The answer is reading. To some, the thought of reading will be hard to stomach after eight weeks of study. For others, reading for pleasure may be a welcome relief. Even then, the thought of reading for pleasure can feel too indulgent, when surely we should be revising for next term. But these are extraordinary times, and we have no idea what the next few months will bring. So, as we embark on what is already a generous vacation, and look forward indefinitely to the prospects of self-isolation and social distancing, I think if we’re going to commit to anything, it might as well be a good novel. Times like these call for more than a desultory pastime, so cast away the pool-side paperback, and pick up the life-changing experience that is Leo Tolstoy’s War and Peace

To read Tolstoy’s classic is to be thrust into moments of life and to be absorbed in a reality so vivid that it feels almost like your own. In fact, when I look back on the summer after my final secondary school exams, I think of it as “the summer I read War and Peace.” We were inseparable – I read on the sofa, in bed, at my desk, carried it to various parks, Monaco, the Italian Alps, and barely had strength to hold it on the beach when I was struck by serious illness. I found myself invested in and identifying with so many of the characters, despite the novel taking place two centuries ago. 

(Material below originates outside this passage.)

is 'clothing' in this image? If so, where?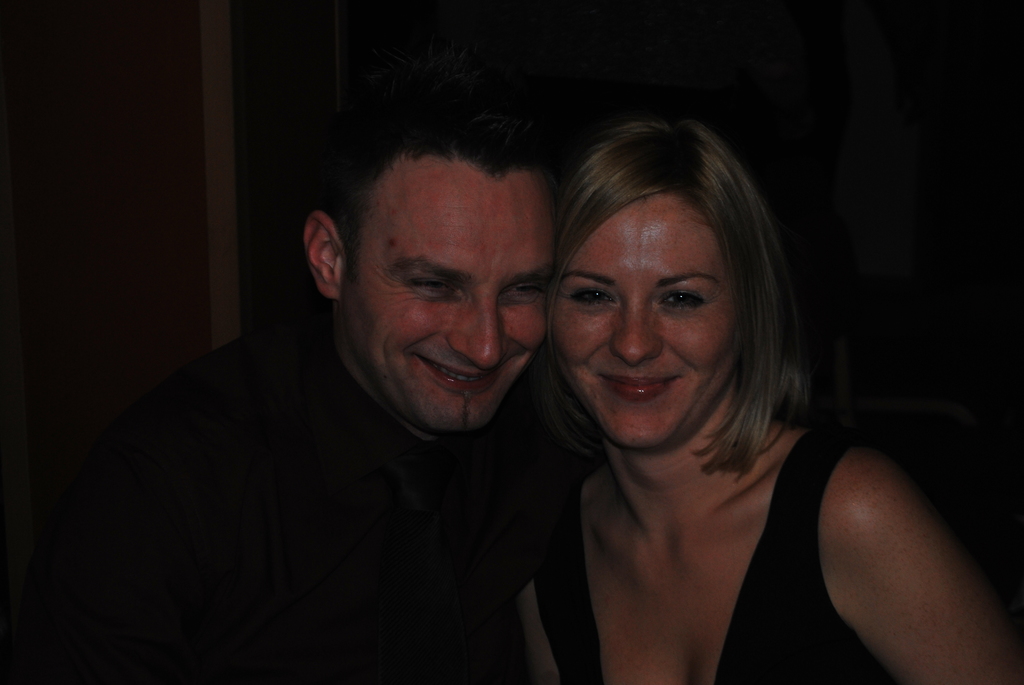
Yes, at pyautogui.locateOnScreen(511, 363, 965, 679).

The spiritual and intellectual journey of Pierre Bezukhov from confused debauchee to prisoner and finally wise family-man is particularly touching, as is Natasha Rostova’s enduring vitality or Princess Marya’s obsequious meekness, which made me cheer her on towards the happy ending she deserved. The most poignant moment for me is when Prince Andrei learns what ‘divine love’ is, and finally realises that even under the most extreme conditions he can love all humans indiscriminately, even Anatole Kuragin. 

In reading the novel I not only experienced the beauty of the transient everyday, with its infinite moments of fleeting emotion, but also I saw something greater – individual life as part of the universal web of history and humanity. And that is the kind of living into which readers of great literature have the privilege to be immersed – life heightened beyond ordinary comprehension.

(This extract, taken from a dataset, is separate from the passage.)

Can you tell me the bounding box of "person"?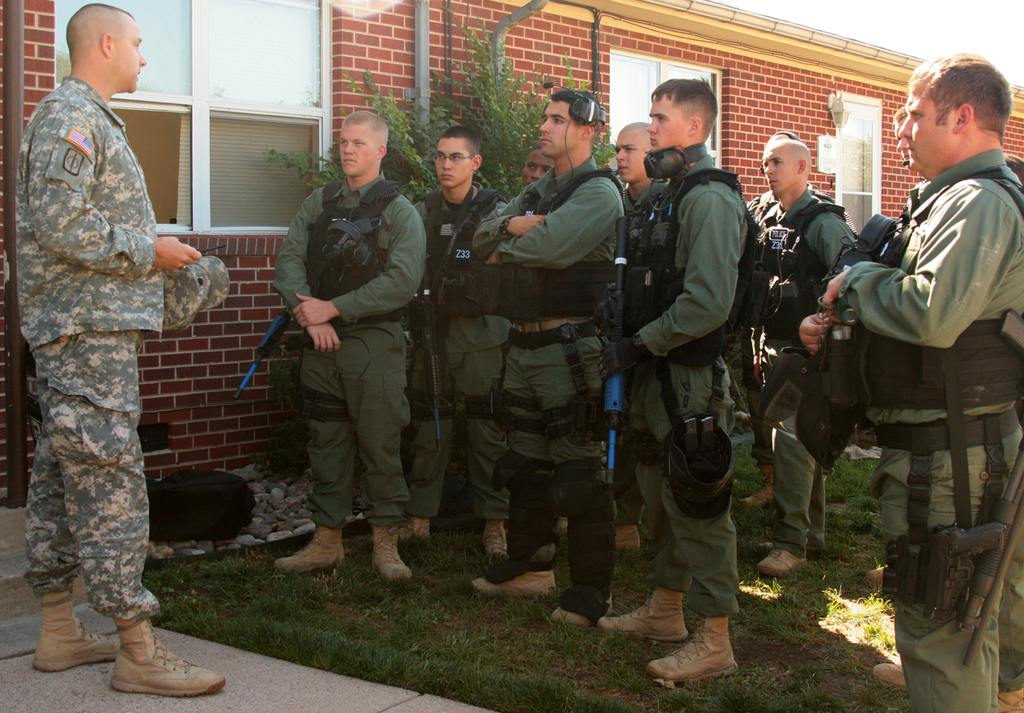
743/134/854/578.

And when it was over, I felt numb, like I’d lost a friend.

If it is your first time reading it, you really ought to go from cover to cover and let the whole effect wash over you, though of course some will be more taken by the eventful domestic lives of the Rostovs, and others intrigued by what really happened at the battle of Borodino. Indeed, War and Peace has immense historical value as well as literary, for Tolstoy himself was a meticulous historian, to which much of the novel and his research for it attests.

Don’t be intimidated by the size and weight of the novel – read it in little chunks; there is no need for it to be burdensome if you regularly devote reasonable amounts of time. Nor should it interfere with your studies, and it can take you through all six weeks or more if you wish. I loved the Peaver and Volokhonsky English translation, which conveys the simple, homely eloquence of Tolstoy’s style, but any decent one in your native language will suffice, although the original Russian is of course preferable if you are lucky enough to speak the language. 

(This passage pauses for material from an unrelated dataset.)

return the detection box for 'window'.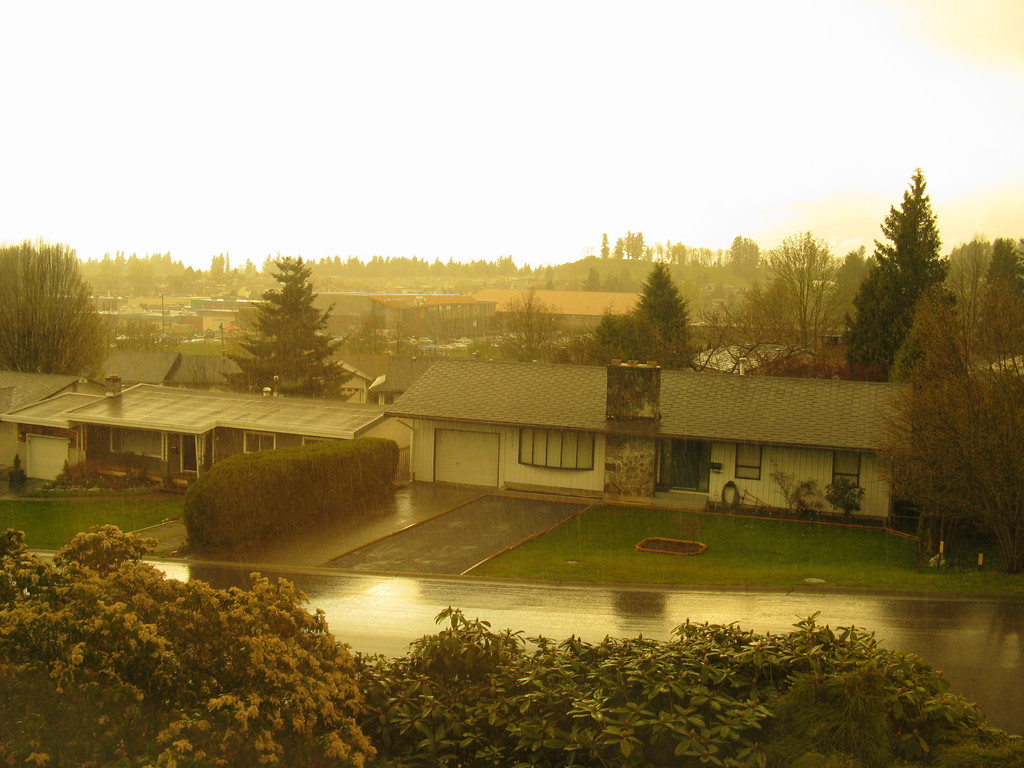
pyautogui.locateOnScreen(732, 446, 766, 489).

In short – read it. Or read it again. It is a gift that keeps on giving, and one that we could definitely use at a time when we are so paralysed that it feels so hard to just live. And if I learnt anything reading this novel, it is that you really can live through literature. We will get through this pandemic. And until then, know that every cloud has a silver lining – just ask War and Peace.

Feeling inspired? War and Peace can be read for free on Project Gutenberg and is available on Audible. The writer Yiyun Li has also started a virtual book club – Tolstoy Together – aiming to finish War and Peace during the period of isolation, as a community of like-minded people. You can check it out here.